Becoming a neighbourhood ally isn't an impossible dream either, it is already being done. The Queens Museum in New York serves a multicultural community that has both an impressive collection of art and even more impressive visitor engagement. The Museum even made the decision to drop the words ‘of Art’ from its name in order to encourage a local, rather than global audience to visit and the focus on their immediate community and educational programming is a top priority everywhere on the museum’s website.

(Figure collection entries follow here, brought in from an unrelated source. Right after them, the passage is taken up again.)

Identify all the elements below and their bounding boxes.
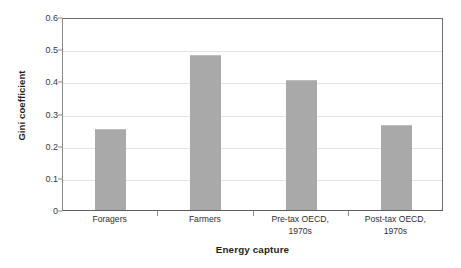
bar[interactable] (381, 125, 412, 210)
y-tick-label: 0.4 (32, 77, 58, 87)
y-tick-label: 0 (32, 206, 58, 216)
x-category-label-line: Farmers (189, 214, 221, 224)
plot-area (62, 18, 443, 211)
y-axis-ticks: 00.10.20.30.40.50.6 (28, 18, 58, 211)
y-tick-label: 0.6 (32, 13, 58, 23)
x-category-label-line: 1970s (348, 226, 443, 238)
y-tick-label: 0.5 (32, 45, 58, 55)
y-tick-label: 0.2 (32, 142, 58, 152)
x-category-label-line: Post-tax OECD, (365, 214, 426, 224)
y-axis-title-text: Gini coefficient (16, 70, 27, 140)
x-category-label-line: 1970s (253, 226, 348, 238)
x-category-label-line: Pre-tax OECD, (271, 214, 328, 224)
bar[interactable] (190, 55, 221, 210)
x-category-label: Farmers (157, 214, 252, 226)
x-category-label: Post-tax OECD,1970s (348, 214, 443, 237)
x-tick-mark (348, 211, 349, 216)
y-tick-label: 0.1 (32, 174, 58, 184)
x-category-label: Pre-tax OECD,1970s (253, 214, 348, 237)
x-category-label: Foragers (62, 214, 157, 226)
bar[interactable] (286, 80, 317, 210)
x-tick-mark (157, 211, 158, 216)
bar-series (63, 19, 442, 210)
bar-chart-figure: Gini coefficient 00.10.20.30.40.50.6 For… (0, 0, 461, 268)
x-axis-title: Energy capture (62, 244, 443, 255)
y-tick-label: 0.3 (32, 110, 58, 120)
x-category-label-line: Foragers (92, 214, 126, 224)
bar[interactable] (95, 129, 126, 210)
x-tick-mark (253, 211, 254, 216)
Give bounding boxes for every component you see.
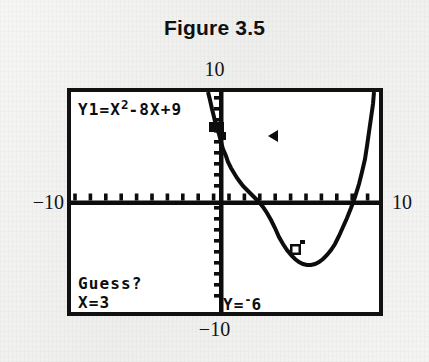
figure-title: Figure 3.5 [0, 16, 429, 40]
guess-prompt: Guess? [78, 276, 142, 292]
x-readout: X=3 [78, 295, 110, 311]
left-triangle-cursor-icon [268, 130, 278, 142]
trace-cursor-marker [290, 240, 305, 255]
parabola-curve [208, 92, 374, 265]
y-intercept-mark [209, 122, 226, 140]
x-axis [71, 201, 379, 206]
axis-label-y-min: −10 [0, 318, 429, 341]
calculator-screen: Y1=X2-8X+9 Guess? X=3 Y=-6 [67, 88, 383, 316]
axis-label-x-min: −10 [8, 191, 64, 214]
equation-readout: Y1=X2-8X+9 [78, 99, 182, 118]
y-readout: Y=-6 [223, 295, 262, 313]
axis-label-x-max: 10 [392, 191, 428, 214]
axis-label-y-max: 10 [0, 58, 429, 81]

Hamady Boccum mentioned the role of museum mediators (guides) in offering up a space to listen - the Senegalese Museum of Black Civilisations has recently had visitors who would bring in valuable information about artefacts that had little to no provenance before, such as “My grandfather made this bed”. With this example Boccum underlined the importance of the museum staff being prepared to listen and ask questions themselves, rather than act from the standpoint of the omniscient cultural behemoth.
The museum of the future is unlikely to use a hologram instead of bricks and mortar, and no matter how immersive the website experience is, it will not compete with Netflix. What museums do need however, is to listen to us - the people who visit them, work for them, and live nearby. The only way to make their cultural activity indispensable in the life of their audiences, is to keep their ear to the ground and hear the rumbles of change.